Sensation and perception Flashcards
Sensation
The active process of sensory organs detecting stimuli and information about the environment and translating them into nerve impulses to transmit to the brain for processing (transduction).
Perception
The active process of the brain selecting, organising and interpreting sensation.
Three principles for all senses
No one-to-one correspondence between physical and psychological reality, sensation and perception are active not passive and they are adaptive.
Steps of sensation to perception
Stimulus received by sensory receptors.
Receptors translate stimulus properties into nerve impulses (transduction).
Feature detectors analyse stimulus features.
Stimulus features are reconstructed into neural representation.
Representation is compared with previously stored info in brain.
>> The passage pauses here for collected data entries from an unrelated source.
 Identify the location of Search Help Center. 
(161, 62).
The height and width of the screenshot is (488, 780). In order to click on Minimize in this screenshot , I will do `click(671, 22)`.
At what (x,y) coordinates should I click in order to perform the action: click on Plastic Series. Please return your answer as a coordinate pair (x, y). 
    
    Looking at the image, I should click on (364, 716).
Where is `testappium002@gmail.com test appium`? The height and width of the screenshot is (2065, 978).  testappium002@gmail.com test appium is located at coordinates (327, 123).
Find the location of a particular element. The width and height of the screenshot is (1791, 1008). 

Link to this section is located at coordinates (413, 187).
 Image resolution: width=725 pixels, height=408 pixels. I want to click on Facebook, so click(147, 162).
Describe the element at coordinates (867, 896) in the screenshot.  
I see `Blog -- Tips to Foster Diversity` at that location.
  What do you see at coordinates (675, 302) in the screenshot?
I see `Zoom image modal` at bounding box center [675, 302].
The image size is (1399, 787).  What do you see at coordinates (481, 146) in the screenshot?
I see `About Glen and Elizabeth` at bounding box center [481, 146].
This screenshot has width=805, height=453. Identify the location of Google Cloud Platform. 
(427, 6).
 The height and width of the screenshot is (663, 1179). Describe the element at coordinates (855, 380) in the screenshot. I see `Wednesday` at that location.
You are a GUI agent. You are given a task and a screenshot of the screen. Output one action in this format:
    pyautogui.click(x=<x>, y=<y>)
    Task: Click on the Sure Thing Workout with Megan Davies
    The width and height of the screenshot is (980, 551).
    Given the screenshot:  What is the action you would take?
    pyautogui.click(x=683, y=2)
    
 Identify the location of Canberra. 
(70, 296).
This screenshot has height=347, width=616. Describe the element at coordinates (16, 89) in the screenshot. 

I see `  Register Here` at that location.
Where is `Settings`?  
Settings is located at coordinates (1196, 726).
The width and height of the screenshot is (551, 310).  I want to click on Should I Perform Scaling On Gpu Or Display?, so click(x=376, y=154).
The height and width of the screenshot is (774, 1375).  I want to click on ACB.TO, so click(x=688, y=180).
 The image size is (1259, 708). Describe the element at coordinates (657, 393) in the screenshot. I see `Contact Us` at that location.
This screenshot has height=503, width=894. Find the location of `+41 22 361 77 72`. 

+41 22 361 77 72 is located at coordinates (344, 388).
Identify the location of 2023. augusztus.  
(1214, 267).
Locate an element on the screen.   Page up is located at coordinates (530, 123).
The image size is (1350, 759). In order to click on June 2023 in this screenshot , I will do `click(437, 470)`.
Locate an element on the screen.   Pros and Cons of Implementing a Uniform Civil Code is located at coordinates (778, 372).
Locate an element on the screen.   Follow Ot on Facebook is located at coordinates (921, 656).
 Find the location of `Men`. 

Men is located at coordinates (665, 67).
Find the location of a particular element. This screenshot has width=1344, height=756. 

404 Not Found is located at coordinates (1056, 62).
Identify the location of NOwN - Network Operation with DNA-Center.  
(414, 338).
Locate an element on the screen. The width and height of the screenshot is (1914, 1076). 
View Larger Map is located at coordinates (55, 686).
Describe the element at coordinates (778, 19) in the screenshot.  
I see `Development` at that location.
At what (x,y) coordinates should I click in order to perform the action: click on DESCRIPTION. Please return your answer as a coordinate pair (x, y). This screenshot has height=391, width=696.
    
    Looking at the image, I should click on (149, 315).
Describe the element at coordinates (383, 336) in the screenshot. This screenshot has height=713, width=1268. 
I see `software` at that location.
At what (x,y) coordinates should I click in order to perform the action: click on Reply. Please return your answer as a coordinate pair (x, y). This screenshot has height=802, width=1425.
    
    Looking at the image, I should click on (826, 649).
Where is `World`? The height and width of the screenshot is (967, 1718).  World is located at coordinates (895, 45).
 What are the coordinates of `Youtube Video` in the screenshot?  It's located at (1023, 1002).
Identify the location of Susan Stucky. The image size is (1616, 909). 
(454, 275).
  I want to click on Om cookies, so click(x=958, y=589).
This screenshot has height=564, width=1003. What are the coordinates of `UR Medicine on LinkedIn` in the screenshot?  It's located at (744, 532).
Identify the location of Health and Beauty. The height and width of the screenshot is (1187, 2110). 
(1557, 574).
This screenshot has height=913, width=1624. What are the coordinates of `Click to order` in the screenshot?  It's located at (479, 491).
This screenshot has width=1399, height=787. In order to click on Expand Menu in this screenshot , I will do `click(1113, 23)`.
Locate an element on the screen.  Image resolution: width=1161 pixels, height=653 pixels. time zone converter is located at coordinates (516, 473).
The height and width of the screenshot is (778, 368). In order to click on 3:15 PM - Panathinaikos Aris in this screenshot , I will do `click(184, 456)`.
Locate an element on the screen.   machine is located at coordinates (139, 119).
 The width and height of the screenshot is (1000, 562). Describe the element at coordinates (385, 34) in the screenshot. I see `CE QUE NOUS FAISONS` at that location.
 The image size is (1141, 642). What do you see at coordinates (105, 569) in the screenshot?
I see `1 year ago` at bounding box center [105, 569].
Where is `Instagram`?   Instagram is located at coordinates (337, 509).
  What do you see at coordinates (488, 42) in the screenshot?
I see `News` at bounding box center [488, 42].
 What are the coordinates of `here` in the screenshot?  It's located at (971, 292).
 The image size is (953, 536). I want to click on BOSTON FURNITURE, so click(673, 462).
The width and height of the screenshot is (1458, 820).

Matching process results in recognition and interpretation of stimulus.
Absolute threshold
Minimum level of a stimulus needed to notice it at a hit rate of 50% in experimental conditions.
Psychophysics
Studies relationships between physical attributes of stimuli and the psychological experience of them.
Difference threshold
The lowest level of stimulation required to sense a change in stimulation has occurred - just noticeable difference JND.
Signal detection theory
Judgment on whether a stimulus is present or absent, is reflected on the observer’s sensitivity to the stimulus and response bias (expectation and motivation).
Sensory adaption
Tendency of sensory system to respond less to stimuli that continue without change.
Subliminal perception
Tendency to perceive info outside of conscious awareness.
Weber’s law
Regardless of the magnitude of two stimuli, the second must differ by a constant proportion from the first to be perceived as different. Expressed as a Weber fraction e.g. weight 1/50 and sound around middle C 1/10.
Fechner’s law
Physical magnitude of stimulus grows logarithmically (1,2,4,8), as subjective experience of intensity grows arithmetically (1,2,3,4). People only experience a small percentage of actual increase in stimulus intensity.
Steven’s power law
Perceived intensity grows in a linear fashion and actual magnitude of the stimulus grows exponentially. Perceived pain works the opposite as the greater the pain, the less additional intensity is required for a JND.
Vision
Stimulus is electromagnetic energy (light) that travels in wavelengths of 400 (violet) -700 (red) nanometres, higher wavelengths is less energy. Light travels nearly 300,000 km per second. Light travels in straight lines and is absorbed or reflected.
Transmission of visual information
Rods and cones> bipolar cells> ganglion cells> optic nerve. Light is focused on retina by cornea, pupil then lens through aqueous humour and vitreous humour.
Cornea
Tough transparent tissue covering front of eye.
Aqueous humour
Chamber of clear fluid that supplies cornea and lens with oxygen and nutrients.
Pupil
Opening in centre of iris that dilates and constricts with muscle fibres.
Lens
Elastic disc-shaped structure that focuses eyes (flattens for distance and becomes round for closer objects - accommodation).
Vitreous Humour
Clear gelatinous liquid filling eye ball.
Retina
Light sensitive (photosensitive) tissue at back of eye that translates light.
Rods
Light recpetor/photoreceptor. 120 million in retina that are more sensitive to light allowing vision in dim light. Only produce sensation of black, grey and white. Concentrated off centre of retina. Does not transmit fine detail but excites bipolar cells more easily.
Cones
8 million cones are in the retina. They are concentrated in the centre of the retina, this area is called the fovea. Clarity is achieved in bright light looking directly at the object. Cones respond to colour and black and white. They require more light to excite bipolar cells.
Bipolar cells
Rods and cones excite bipolar cells by changing chemical structure in response to light (bleaching) by graded potentials.
Ganglion cells
They have receptive fields that are excited or inhibited by bipolar cells’ sensory information. Axons make up the optic nerve and transmit visual information to the brain for processing.
From eye to brain
Impulses from the optic nerve pass through the optic chiasm where the nerve splits. Information from the left half of each retina (right visual field) goes to left hemisphere and vice versa. Information then goes to the brain via the optic tracts. One pathway to vision is to the superior colliculus in mid brain, involved in controlling eye movements. The other pathway is to the lateral geniculate nucleus of the thalamus, then to the primary visual cortex in the occipital lobes. 25% of the visual cortex is devoted to the central 2% of visual field.